Transnet Freight Rail CEO Sizakele Mzimela announced her resignation in a letter to staff on Thursday morning. Mere hours later, she presented to the mining industry at the Joburg Indaba in Sandton.
Mzimela was reluctant to discuss her resignation, save to say:
It’s a personal choice. When things change, you decide whether you fit in or don’t fit in and whether you align or don’t align. And I will leave it at that.
Mzimela will step down at the end of October after three years at the helm of Transnet Freight Rail (TFR). Her exit follows days after that of Transnet Group CEO Portia Derby and CFO Nonkululeko Dlamini.

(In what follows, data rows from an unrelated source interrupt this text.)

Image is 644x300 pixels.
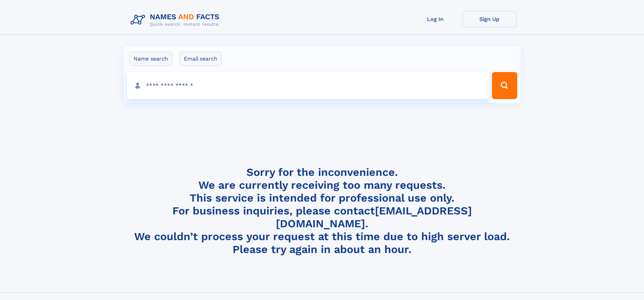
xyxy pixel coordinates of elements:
[128,11,225,29] img: Logo Names and Facts
[127,72,489,99] input: search input
[276,204,472,230] a: [EMAIL_ADDRESS][DOMAIN_NAME]
[129,52,173,66] label: Name search
[492,72,517,99] button: Search Button
[179,52,222,66] label: Email search
[463,11,517,27] a: Sign Up
[128,166,517,256] h4: Sorry for the inconvenience. We are currently receiving too many requests. This service is intend...
[408,11,463,27] a: Log In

Transnet announced on Thursday that it has appointed Russell Baatjies as acting CEO of TFR when Mzimela departs at the end of October. Baatjies is general manager of the Cape Corridor and was previously head of TFR’s Iron Ore and Manganese business unit.
Mzimela’s presentation spoke to the notable challenges faced by the rail business, including a shortage of locomotives and an underinvestment infrastructure.

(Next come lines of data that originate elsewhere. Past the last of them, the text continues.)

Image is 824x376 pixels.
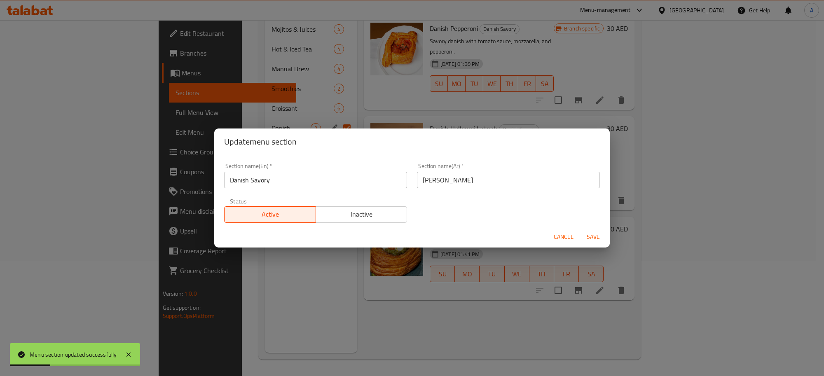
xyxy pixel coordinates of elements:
h2: Update menu section [224,135,600,148]
input: Please enter section name(en) [224,172,407,188]
span: Cancel [554,232,573,242]
div: Menu section updated successfully [30,350,117,359]
span: Inactive [319,208,404,220]
input: Please enter section name(ar) [417,172,600,188]
button: Inactive [316,206,407,223]
span: Save [583,232,603,242]
button: Active [224,206,316,223]
span: Active [228,208,313,220]
button: Cancel [550,229,577,245]
button: Save [580,229,606,245]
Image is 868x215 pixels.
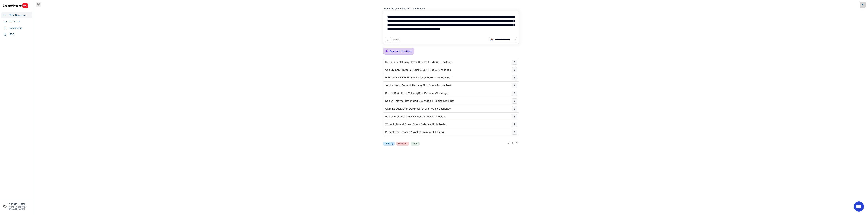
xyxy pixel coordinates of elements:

READ | Transnet rail CEO Siza Mzimela has resigned
The loco shortage follows an inability to procure spares from the China Railway Rolling Stock Corporation.
An impasse mainly now lies with the South African Revenue Service and the Reserve Bank and resulted after the Chinese company was among those found to have been implicated in state capture, having paid billions in kickbacks to Gupta companies as part of a locomotives supply deal with Transnet.
Mzimela said she is the first to admit she is “very disappointed” that a solution has not been found. Nobody could have anticipated that the Chinese would retaliate by withholding spare parts for locos already in operation, she added.
“The biggest frustration [is] you know what needs to be done. But you need the tools to be able to do what you need to …every single day you hear about the negative impact on the economy, but no one is actually talking about, where are the tools?”